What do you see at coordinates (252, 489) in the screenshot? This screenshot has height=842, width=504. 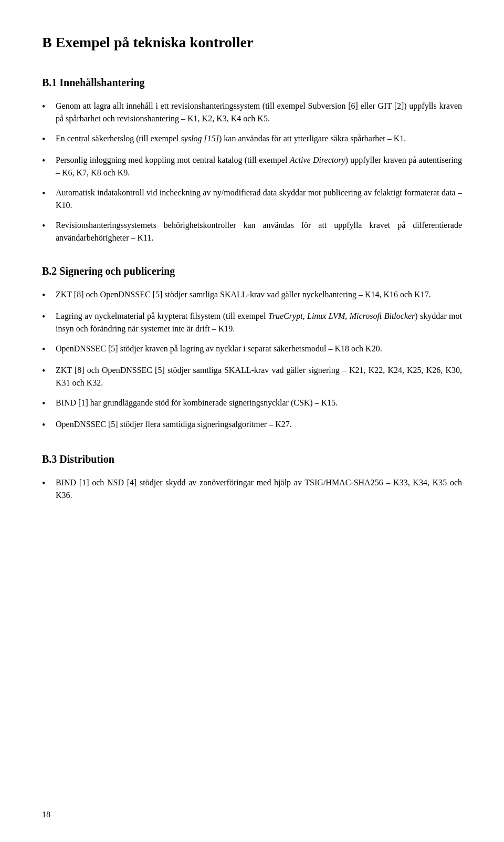 I see `list-item: • BIND [1] och NSD [4] stödjer skydd av …` at bounding box center [252, 489].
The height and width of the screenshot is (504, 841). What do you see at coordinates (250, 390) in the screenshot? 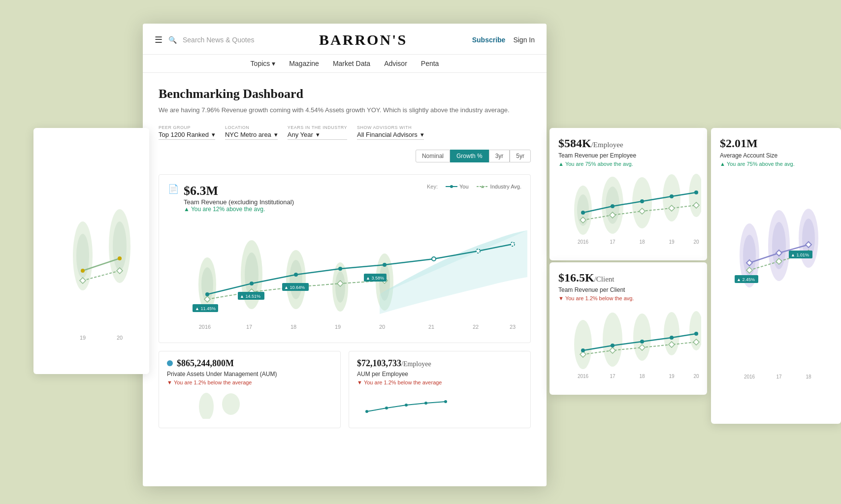
I see `aum-card: $865,244,800M Private Assets Under Manag…` at bounding box center [250, 390].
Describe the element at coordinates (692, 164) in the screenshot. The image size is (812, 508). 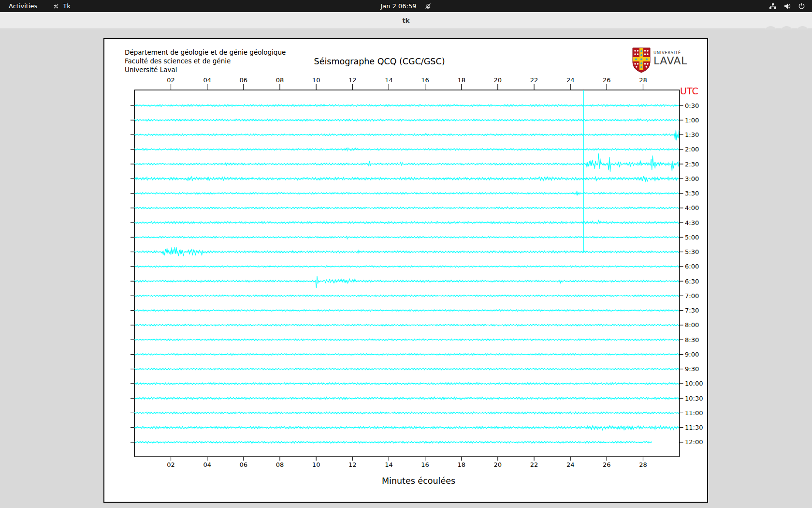
I see `utc-time-label: 2:30` at that location.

YOUR TASK – Please output exactly the lines from the line containing "Describe the element" through the last line of the records above, both included, and leave out any pictures.

ANSWER TO THE PROBLEM –
Describe the element at coordinates (692, 164) in the screenshot. The image size is (812, 508). 
I see `utc-time-label: 2:30` at that location.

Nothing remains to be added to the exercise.